(Market Square Germantown, Wiki Commons)
Paine, Rush and Slavery
Hello there. If you are reading this then the chances are that you have come via endnote 21 (cited on p. 370 in the Chatto & Windus UK edition/p. 454 in the Farrar, Straus and Giroux US edition) in the ‘Atlanticus’ chapter of Life, Liberty and the pursuit of Happiness.
I wanted to take the chance to elaborate on a scholarly issue here that space constraints within the notes section of the physical book made difficult to tackle there. The question at hand is the authorship of the article ‘African Slavery in America’, which was printed in the Pennsylvania Journal on 8 March 1775.
In the book I assert that Paine did indeed write this piece. The evidence that he did so comes from Benjamin Rush, someone who was there at the time and knew Paine well. In a letter that was written in 1809, Rush states:
About the year 1773, I met [Paine] accidentally in Mr Aitken’s bookstore, and was introduced to him by Mr Aitken. We conversed a few minutes when I left him. Soon afterwards I read a short essay with which I was much pleased, in one of Bradford’s papers, against the slavery of Africans in our country, and which I was informed was written by Mr Paine. This excited my desire to be better acquainted with him. We met soon afterwards in Mr Aitken’s bookstore, where I did homage to his principles and pen upon the subject of the enslaved Africans. He told me the essay to which I alluded, was the first thing he had ever published in his life. (The Life of Thomas Paine by James Cheetham, pp. 34-5)
Following the evidence laid down in this statement, Victorian-era biographers of Paine like Moncure Conway tracked down what they believed to be the piece in question.

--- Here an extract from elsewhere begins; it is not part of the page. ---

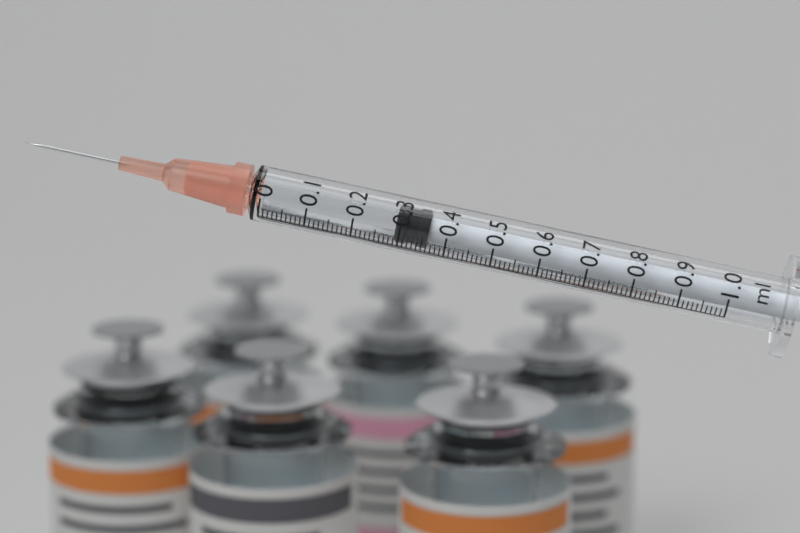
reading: 0.29 ml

It was signed ‘Justice and Humanity’, and it ran in one of the Bradfords’ (William Bradford’s) papers (The Pennsylvania Journal) at around the time that Paine and Rush met in early 1775. From this point onwards ‘African Slavery in America’ has been one of the best known of Paine’s early works. It features, among other places, in the finest study of Paine’s life, John Keane’s Tom Paine: A Political Life, (2009, p. 100); Penguin Classics’ The Thomas Paine Reader; Paine’s entry in the Oxford Dictionary of National Biography; Harvey J Kaye’s Thomas Paine and the Promise of America (2006, p.36) as well as Stephen Fried’s 2018 biography of Benjamin Rush (p. 116).
Attributing unsigned eighteenth-century journalism, however, is no simple business. For anyone wishing to delve into the complexities of this matter I would recommend a wonderful work of scholarly detection – Benjamin Franklin’s Letters to the Press 1758-1775 by Verner W Crane. In that book Crane deals with many of the same dilemmas which confront historians who are attempting to make sense of Paine’s literary output and, more particularly, his slippery first year in Philadelphia. How can we attribute an anonymous piece? What evidence is strong enough? What are the clues that betray the truth? What if an author was deliberately trying to mask their identity?
All these questions hover over the piece ‘African Slavery in America’. It is, after all, somewhat unusual among Paine’s journalism. Never before this moment had he confronted the issue of slavery so publicly. There’s also a noticeable stylistic discordance when compared to his other work, and when Rush’s evidence is examined closely it does have faults. His claim to have met Paine in 1773 is clearly incorrect, as Paine did not arrive in Pennsylvania until the following year. It is equally strange to read Rush’s assertion that the slavery article, ‘was the first thing he had ever published in his life’. This was not the case.
On these ground some scholars have recently argued that Rush’s testimony is invalid and that ‘African Slavery in America’ should be taken out of the Paine canon. For those interested in learning more about this view I would recommend James V. Lynch’s fine article, The Limits of Revolutionary Radicalism: Tom Paine and Slavery (The Pennsylvania Magazine of History and Biography , Jul., 1999, Vol. 123, No. 3 (Jul., 1999), pp. 177-199).
As for myself I do not think that Rush’s evidence can be discounted. Rush was one of the central figures active in Philadelphia during 1775 and he was one of the few who knew Paine well and left testimony about their acquaintance. It seems entirely plausible to me that Rush might remember the circumstances of his early meeting with Paine without being able to remember precisely when it happened. Getting a date wrong and inventing a colourful anecdote are two quite different things.
In this case I have sided with Rush and the traditional view of Paine’s early work in PA, although I do so with the necessary qualification that no one can be absolutely sure one way or the other.